Catalogue
of Discordant Redshift Associations
(spiral
bound paperback, 234 pages; ISBN 0-9683689-9-9)
Halton
Arp
High redshift quasars, low redshift ejecting galaxies, aligned X-ray clusters, gamma ray bursters, supposed gravitational lenses, quantized intrinsic redshifts -- this book presents examples of empirical patterns of associations that repeat from region to region in the sky, suggesting evolutionary sequences and new fundamental physics. Each catalogue entry furnishes critical objects for further investigation.
From
the Author’s introduction
From the Author’s Introduction
The Fundamental Patterns of Physical Associations
Empirical evidence which is repeatable forms the indispensable basis of science. The following Catalogue of Discordant Redshift Associations applies this principle to the problem of extragalactic redshifts. The Catalogue entries establish unequivocally that high redshift objects are often at the same distance as, and physically associated with, galaxies of much lower redshift. It is thus appropriate to start with a short history of high redshift quasars aligned with low redshift galaxies.
It has long been accepted that radio-emitting material is ejected, usually paired in opposite ejections, from active galaxies. The material is therefore aligned and points back to the galaxy of origin. But, and this is the major additional property of the associations, the ejected material frequently has a much higher redshift than the central galaxy. The prototypical pairs and alignments of higher redshift objects in this introductory section are taken from a body of data which is now too large to present completely. Nevertheless, it is hoped that the sample presented here will fix firmly the result that redshifts do not generally indicate recession velocity and are not reliable distance indicators. Even more importantly, the empirical data contained in these discordant associations is perhaps the only evidence capable of leading to a fundamental physical understanding of the origins of quasars and galaxies and the cause of intrinsic redshifts.
INTRODUCTION
The Fundamental Patterns of Physical Associations
Quasars
The 3C sample of Active Galaxies and Quasars
Ejection Origin of Quasars
Intrinsic Redshifts of Galaxies
Toward a More Correct Physics
THE CATALOGUE
About the Catalogue
What to Look For
Maps of Associations with Comments
APPENDIX A
The Neighborhood of the Nearby Galaxy M 101
The Sunyaev-Zeldovich Effect
Conclusion
APPENDIX B
Filaments,
Clusters of Galaxies and
The Nature of Ejections from Galaxies
Elongated X-ray Clusters
Additional
Elongated Clusters Aligned with
Galaxies of Lower Redshift
Summary and Interpretation
Young Galaxies in Spiral Arms
A Bullet to a Gamma Ray Burst
A Quasar With an Ablation Tail
A Mechanism to Produce Galaxy Clusters
Glossary
INDEX
COLOUR PLATES
Halton Arp graduated cum laude from Harvard in 1949 and
earned a Ph.D. from Caltech in 1953 (also cum laude). His first postdoctoral
position was on a research project for Edwin Hubble. He worked as a staff
astronomer at Mt Wilson and Palomar Observatories for 29 years before moving to
Max-Planck-Institute for Astrophysics in Munich. Arp’s observations of quasars
and galaxies are world-renowned. He is the author of the
Atlas of Peculiar Galaxies (1966: a collectors’ item), Quasars, Redshifts and
Controversies (1987), Seeing Red: Redshifts, Cosmology and Academic Science
(1998), as well as numerous articles in scholarly journals. He has been awarded
the Helen B. Warner Prize of the American Astronomical Society and the Newcomb
Cleveland award of the American Association for the Advancement of Science, and
served as president of the Astronomical Society of the Pacific from 1980 to
1983. In 1984, he received the Alexander von Humboldt Senior Scientist Award.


> [Task description] Please copy each line from the entries that contains the string "pixels".

> [Data supplied]
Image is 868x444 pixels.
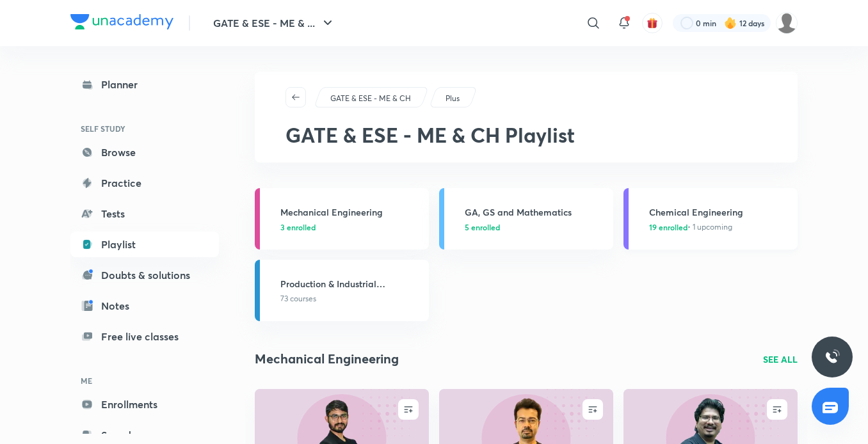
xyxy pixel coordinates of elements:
...
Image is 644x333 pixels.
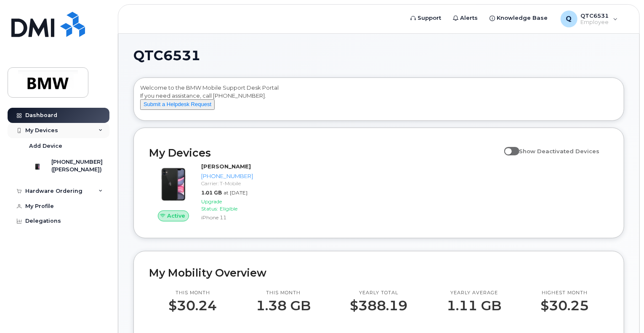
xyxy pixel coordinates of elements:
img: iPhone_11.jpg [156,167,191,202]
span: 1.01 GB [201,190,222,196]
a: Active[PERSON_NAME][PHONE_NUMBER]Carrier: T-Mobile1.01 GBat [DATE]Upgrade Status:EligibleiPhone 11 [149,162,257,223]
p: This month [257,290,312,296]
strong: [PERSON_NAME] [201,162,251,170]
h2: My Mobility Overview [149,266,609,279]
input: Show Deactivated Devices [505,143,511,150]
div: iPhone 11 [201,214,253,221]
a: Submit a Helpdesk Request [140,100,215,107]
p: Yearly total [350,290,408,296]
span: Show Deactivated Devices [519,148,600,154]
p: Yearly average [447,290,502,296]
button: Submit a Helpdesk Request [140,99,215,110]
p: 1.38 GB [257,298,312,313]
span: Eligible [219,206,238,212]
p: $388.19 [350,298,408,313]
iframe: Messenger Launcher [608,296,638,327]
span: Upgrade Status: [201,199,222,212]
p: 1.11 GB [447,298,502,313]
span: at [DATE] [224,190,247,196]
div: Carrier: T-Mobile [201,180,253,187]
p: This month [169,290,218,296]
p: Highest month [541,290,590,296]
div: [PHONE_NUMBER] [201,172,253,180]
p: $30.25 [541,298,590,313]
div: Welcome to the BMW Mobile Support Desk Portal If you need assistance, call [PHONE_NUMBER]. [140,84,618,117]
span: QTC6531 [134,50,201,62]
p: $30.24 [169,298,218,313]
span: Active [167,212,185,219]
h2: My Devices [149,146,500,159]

> [Response area]
Image is 868x444 pixels.
Image is 644x333 pixels.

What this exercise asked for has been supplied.